University of Michigan – Ann Arbor

Michigan

1817

official hood lining pattern
A c.1909-1910 tobacco card by Murad Cigarettes.
The University of Michigan's traditional colors in a 1907 stained glass window in Shepard Hall, City College of New York.
The post-1912 colors of the University of MIchigan.

Until his death in 1921, Gardner Cotrell Leonard was the Director of the Intercollegiate Bureau of Academic Costume (IBAC) and a partner in the firm of Cotrell & Leonard, an academic costume manufacturer and the depository for the records of the IBAC. If one assumes that a college or university was assigned a hood lining pattern by the IBAC when academic costume was ordered from Cotrell & Leonard, client lists for Cotrell & Leonard can help one estimate the approximate date that lining pattern was approved by the IBAC.

The University of Michigan appeared in a Cotrell & Leonard advertisement in the 1896 The Comet yearbook of Vanderbilt University, and then in three 1897 sources: the Bowdoin Bugle yearbook, The College Year-Book and Athletic Record, and the “Ole Miss” of The University of Mississippi yearbook. Also, a reporter covering commencement ceremonies at the University of Chicago for the Indianapolis News (9 July 1896) mentioned the University of Michigan as one of a number of colleges and universities that used academic costume. All of this suggests an IBAC hood assignment for the university in 1895 or 1896.

None of these sources described the colors or heraldic pattern of Michigan’s hood lining, but the university’s hood was cited in the 27 July 1902 edition of The Argus, an Albany NY newspaper, which contained a list of IBAC hood lining patterns that had been assigned to some of the more prestigious colleges and universities of the time. Here Michigan’s hood lining was described as “maize” with a blue chevron. “Maize” is how the IBAC tended to describe a golden yellow or light orange color (whereas “lemon” is how the Bureau described a bright yellow color). The IBAC had more precisely defined the shade of Michigan’s blue as “azure blue” by 1918 and “Presbyterian blue” (true blue) by the mid 1920s.

maize
azure blue

University of Michigan students adopted “maize” and “azure blue” as the college colors in 1867. Before 1867, “blue” had been the only college color.

The shades of maize and azure blue were originally a golden yellow and sky blue. However, in 1912 the university officially confirmed “maize” as being an intense, golden yellow, but redefined “azure” as being a dark blue like Prussian blue, cobalt, or ultramarine, even though these are not the traditional definitions of azure blue. For more information about this see the University of Michigan Bulletin, Vol.16, No.13, 7 January 1987 (page 2, inside front cover).

The World Almanac continued to cite Michigan’s colors as maize and either blue or azure blue into the 1930s, an encyclopedia of college colors from 1949 described Michigan colors as maize and azure blue, and non-IBAC hood lists from the 1960s and early 1970s also described the colors as being maize and azure blue.

Citations in the World Almanac (listed by cover date; color information is from the previous year): maize/blue (1895-1902); yellow/blue (1904); maize/blue (1906-1908); yellow/blue (1909-1910); maize/blue (1911); maize/azure (1912-1916); maize/blue (1917-1918); maize/azure (1923-1931); maize/blue (1934-1935)

A University of Michigan Master of Arts hood and gown, tailored by Cotrell & Leonard at some point prior to World War Two. The color of the chevron is what Cotrell & Leonard defined as "azure blue", a bright blue that is darker than light blue, but paler than true blue.

Apparently the IBAC never revised the blue color of Michigan’s chevron to conform to the university’s 1912 directive specifying a dark blue. Here the original IBAC assignment from c.1897 with the university’s traditional shades of maize and azure blue has been maintained.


# Directions
Whatever pictures appear, omit them, and repeat the data below exactly.

# Spatial localization data
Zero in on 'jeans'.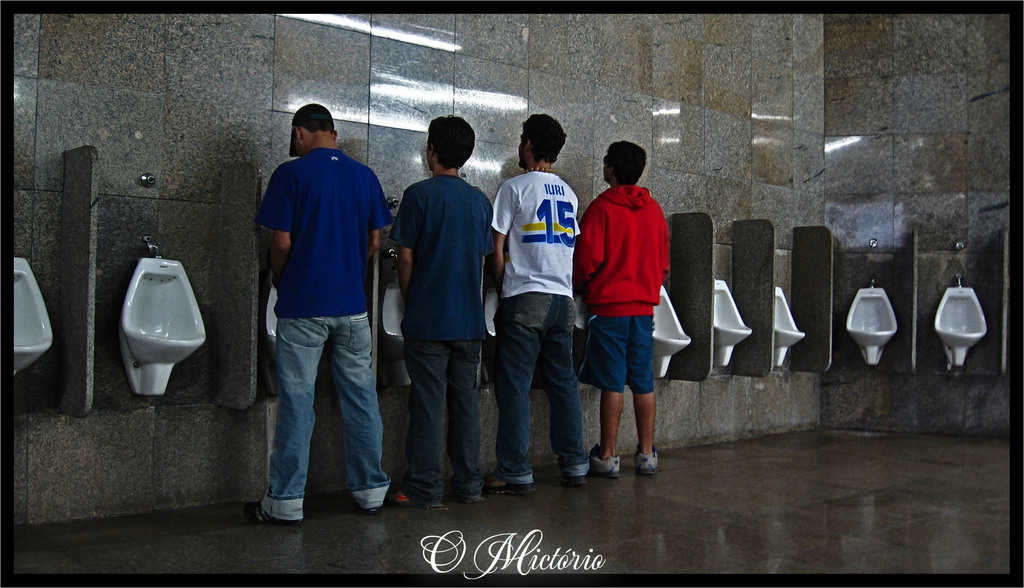
Zeroed in: 408/345/492/503.
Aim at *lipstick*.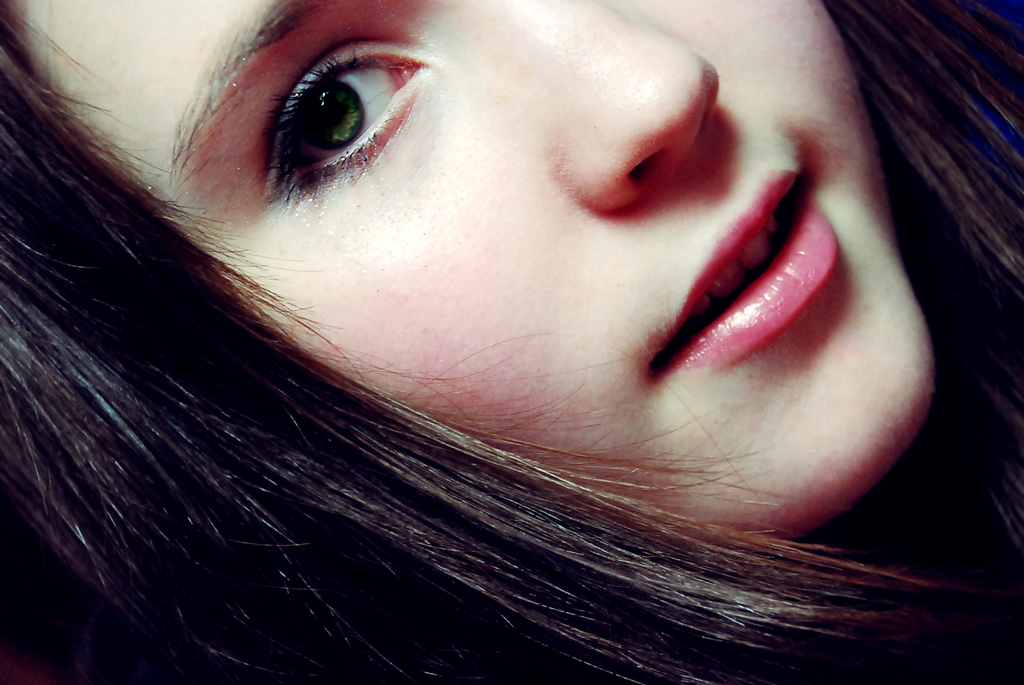
Aimed at <bbox>649, 165, 842, 365</bbox>.
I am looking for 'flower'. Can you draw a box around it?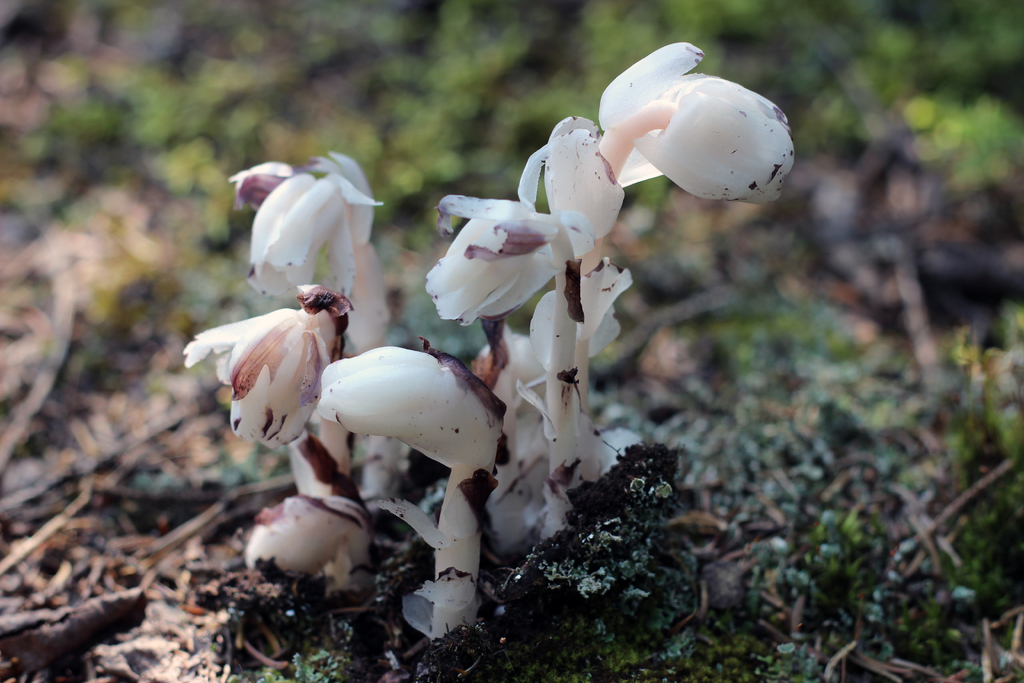
Sure, the bounding box is 180:291:341:480.
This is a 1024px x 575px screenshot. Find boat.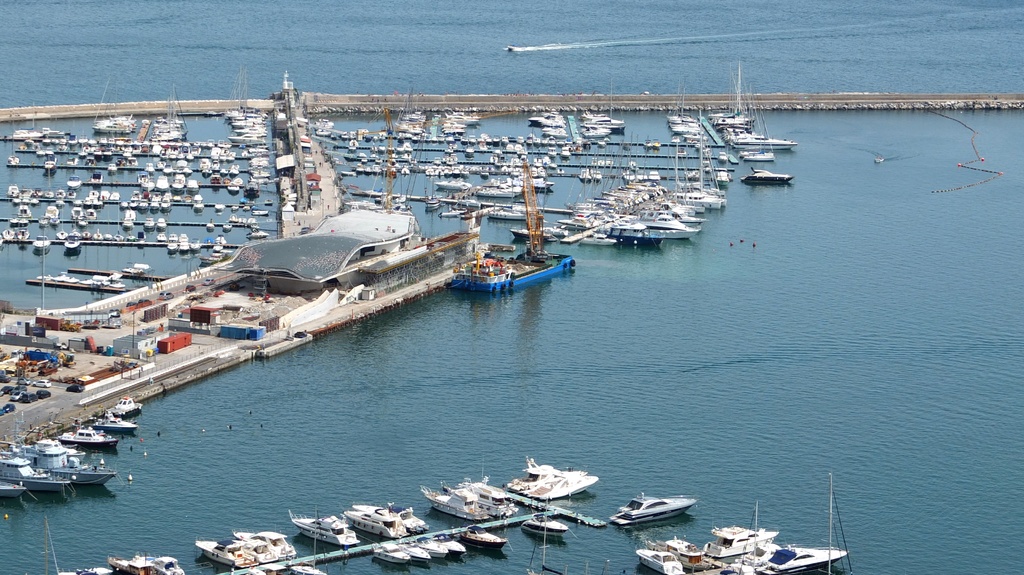
Bounding box: <box>196,540,251,565</box>.
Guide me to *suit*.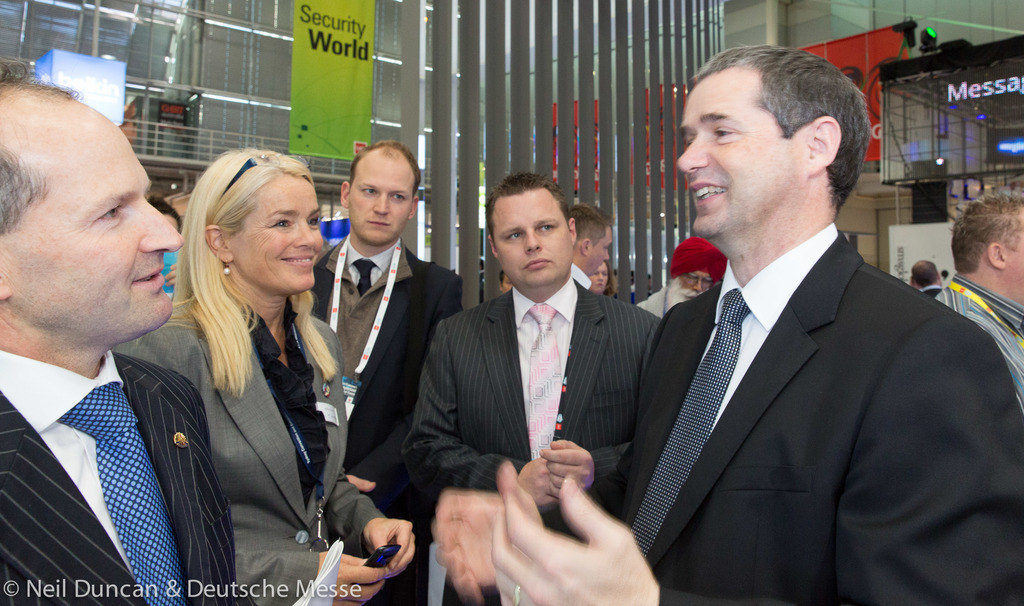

# Answer box
Zero in on 'jeans'.
Zeroed in: 408/345/492/503.
Aim at *lipstick*.
Aimed at <bbox>649, 165, 842, 365</bbox>.
I am looking for 'flower'. Can you draw a box around it?
Sure, the bounding box is 180:291:341:480.
This is a 1024px x 575px screenshot. Find boat.
Bounding box: <box>196,540,251,565</box>.
Guide me to *suit*.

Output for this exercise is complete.